Election snapshot: Students talk about voting in 2012

By Sarah Worthington | gargoyle@flagler.edu

Flagler College students shared their opinions on whom they are voting for this time around, if and why they voted in 2008 and had their decision changed at all.

Senior Merika Childers couldn’t vote during the last election because of her age, but this year she said she will be voting for President Barack Obama because “he supports education, gay marriage and women’s health rights.”

The 2008 election saw a large number of young people who turned out to vote according to the U.S. Census Bureau.

Childers reflects a trend that a recent poll released by Quinnipiac University in cooperation with CBS News and the New York Times revealed that Obama leads Mitt Romney among women voters. This is especially true in three key swing states, Ohio, Florida and Pennsylvania.

This election in November is centered on top issues such as unemployment, healthcare, foreign policy and the federal deficit, according to a Gallup poll taken in April 2012. These are issues that Senior A.J. Gauthier will not be voting on. He voted in 2008, but does not think he will be voting again this time around.

“I voted for McCain because my parents were Republican and I’m not voting now because I dislike both candidates,” Gauthier said.

A report released from the U.S. Census Bureau found that “Citizens between the ages of 18 to 24 were the only age group to show a statistically significant increase in turnout in the most recent election, reaching 49 percent in 2008, compared with 47 percent in 2004.”

Some at Flagler, however, were not old enough to be in that group in 2008. For Flagler College sophomore Sheyla Urbina, she’s voting this time around. She said she would be voting for President Obama.

“I’m voting for Obama for a million reasons, but to sum it all up, I want a president who’s going to care for more than 5 — 10 percent of the country. Simple as that,” Urbina said.

Speculation on young people turning out in record numbers again continues. However, only time will tell if the 2012 election rivals the numbers of the 2008 election.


● **WHAT TO PRODUCE**: Quote every line below exactly as it reads.

· · · · · · ·

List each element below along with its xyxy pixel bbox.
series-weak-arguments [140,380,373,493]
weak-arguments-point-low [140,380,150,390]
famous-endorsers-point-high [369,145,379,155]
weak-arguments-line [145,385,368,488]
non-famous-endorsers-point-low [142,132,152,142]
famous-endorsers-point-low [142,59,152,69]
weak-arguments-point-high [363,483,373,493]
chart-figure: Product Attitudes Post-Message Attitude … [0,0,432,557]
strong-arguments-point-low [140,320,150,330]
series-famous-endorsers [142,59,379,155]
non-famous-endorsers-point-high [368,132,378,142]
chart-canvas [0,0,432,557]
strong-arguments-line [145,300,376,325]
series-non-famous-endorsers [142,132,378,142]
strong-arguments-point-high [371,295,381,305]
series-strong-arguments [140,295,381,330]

· · · · · · ·

● **SOLUTION TO THIS PROBLEM**:
List each element below along with its xyxy pixel bbox.
series-weak-arguments [140,380,373,493]
weak-arguments-point-low [140,380,150,390]
famous-endorsers-point-high [369,145,379,155]
weak-arguments-line [145,385,368,488]
non-famous-endorsers-point-low [142,132,152,142]
famous-endorsers-point-low [142,59,152,69]
weak-arguments-point-high [363,483,373,493]
chart-figure: Product Attitudes Post-Message Attitude … [0,0,432,557]
strong-arguments-point-low [140,320,150,330]
series-famous-endorsers [142,59,379,155]
non-famous-endorsers-point-high [368,132,378,142]
chart-canvas [0,0,432,557]
strong-arguments-line [145,300,376,325]
series-non-famous-endorsers [142,132,378,142]
strong-arguments-point-high [371,295,381,305]
series-strong-arguments [140,295,381,330]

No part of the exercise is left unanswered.